Upfield reveals plant-based spreads save 6 million metric tons of CO2 annually
29 Jul 2021 --- At the heels of the UN Food Systems Pre-Summit, Upfield has published data revealing that consumers and chefs – using their plant-based butters, margarines and spreads instead of dairy butter – have avoided emitting an estimated six million metric tons of CO2-equivalent within 12 months.
This “Upside” – referring to “emissions savings” – is at the same amount of emissions that would be avoided by growing 100 million tree seedlings over the period of ten years, highlights Upfield. This amount is also double the Netherlands-based company’s operational and supply chain emissions (three million metric tons) in 2020.
Necessitating a plant-based shift
The data gathered helps demonstrate that choosing just one company’s plant-based products can help consumers save emissions by the same magnitude as planting a large forest, highlights Sally Smith, head of sustainability at Upfield. “The scientific consensus is that we need a plant-based shift to tackle the crisis in climate and nature.”
“We encourage policymakers and stakeholders to consider the insight from this approach and its implications for sustainable diets worldwide,” she stresses.
“At Upfield, we are committed to putting climate footprint information on pack as a way to help consumers make active choices to help reduce the carbon impact of their diets and we’d love to see other food businesses doing the same.”
Footprinting methodology
“The Upside” was estimated by Anthesis, a leading global sustainability consultancy, using its Portfolio Footprinting Methodology.
This methodology analyzes peer-reviewed and published Life Cycle Assessment (LCA) data, which measures the total environmental impact of a product, including agricultural inputs, ingredient production, manufacture, packaging, transport and usage.
It then scales up this information into a portfolio based on sales data and the theoretical assumption that consumers and chefs bought plant-based butters, margarines and spreads instead of dairy butter.
The original Upfield product LCA data also showed that across Europe and North America, Upfield’s plant-based margarines on average occupy two-thirds less land and use less than half the water when compared with the same amount of dairy butter.
“We’re excited to have worked with Upfield to develop a draft methodology that enables them to estimate the benefits of their plant-based product portfolios,” comments Simon Davis, Agrifood lead at Anthesis.
It is equally as exciting to have begun a process of developing something that can articulate the role plant-based products can have in food-system transformation, he says.
“We invite businesses, policymakers and stakeholders to help support and collaborate in order to refine the approach and look forward to the next stage in the journey.”
Upfield notes that while delivering “The Upside” is essential, this doesn’t negate its business from reducing its own footprint. The company has set out a goal to reduce its own emissions to achieve “better than net-zero” emissions by 2050.
The UN Environment Programme (UNEP) has advised that reducing agricultural emissions from cattle should be one of the immediate priorities to limit global warming as soon as possible.
Ingredient production largely accounts for emissions savings. Making dairy butter causes substantially damaging methane emissions from cows, in addition to growing crops for cattle feed, whereas plant-based production relies only on crops.
Notably, the average plant-based margarine or spread product is responsible for 70 percent lower emissions than dairy butter.
Among other launches this month, Butter Buds, a business specializing in dairy and non-dairy concentrates, developed an oil-based solution that allows manufacturers to replace block butter in many formulations, such as bakery products.
But over the last year, the rising wave of dairy alternatives’ commercial success has been fronted on several occasions by industry’s conventional dairy proponents.
Among other developments in this burgeoning space, Time-Travelling Milkman recently scaled up its plant-based fat ingredient for creamier, healthier dairy alternatives following new funding from Oost NL and SHIFT Invest.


▸ DIRECTIONS FOR THIS TASK:
Please take the records that follow and repeat exactly the lines starting with the line with "You are a GUI" and going on through the line with "Task: Click on".

▸ GIVEN DATA:

--------

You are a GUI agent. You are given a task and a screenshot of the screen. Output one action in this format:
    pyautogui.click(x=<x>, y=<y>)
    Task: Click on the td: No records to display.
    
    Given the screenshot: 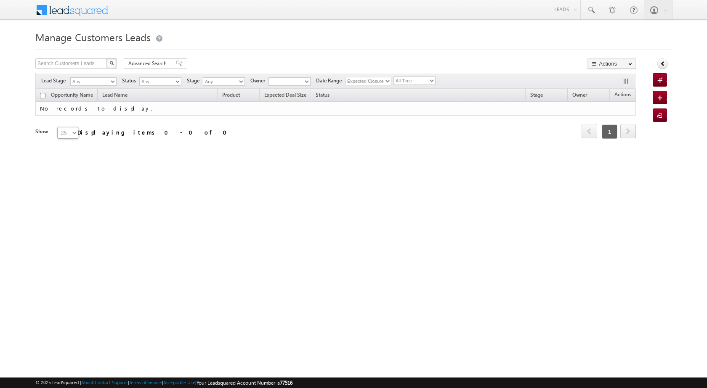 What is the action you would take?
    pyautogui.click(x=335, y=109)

--------

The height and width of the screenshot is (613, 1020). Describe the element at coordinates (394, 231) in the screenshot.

--------

▸ ANSWER TO THIS EXERCISE:
You are a GUI agent. You are given a task and a screenshot of the screen. Output one action in this format:
    pyautogui.click(x=<x>, y=<y>)
    Task: Click on the td: No records to display.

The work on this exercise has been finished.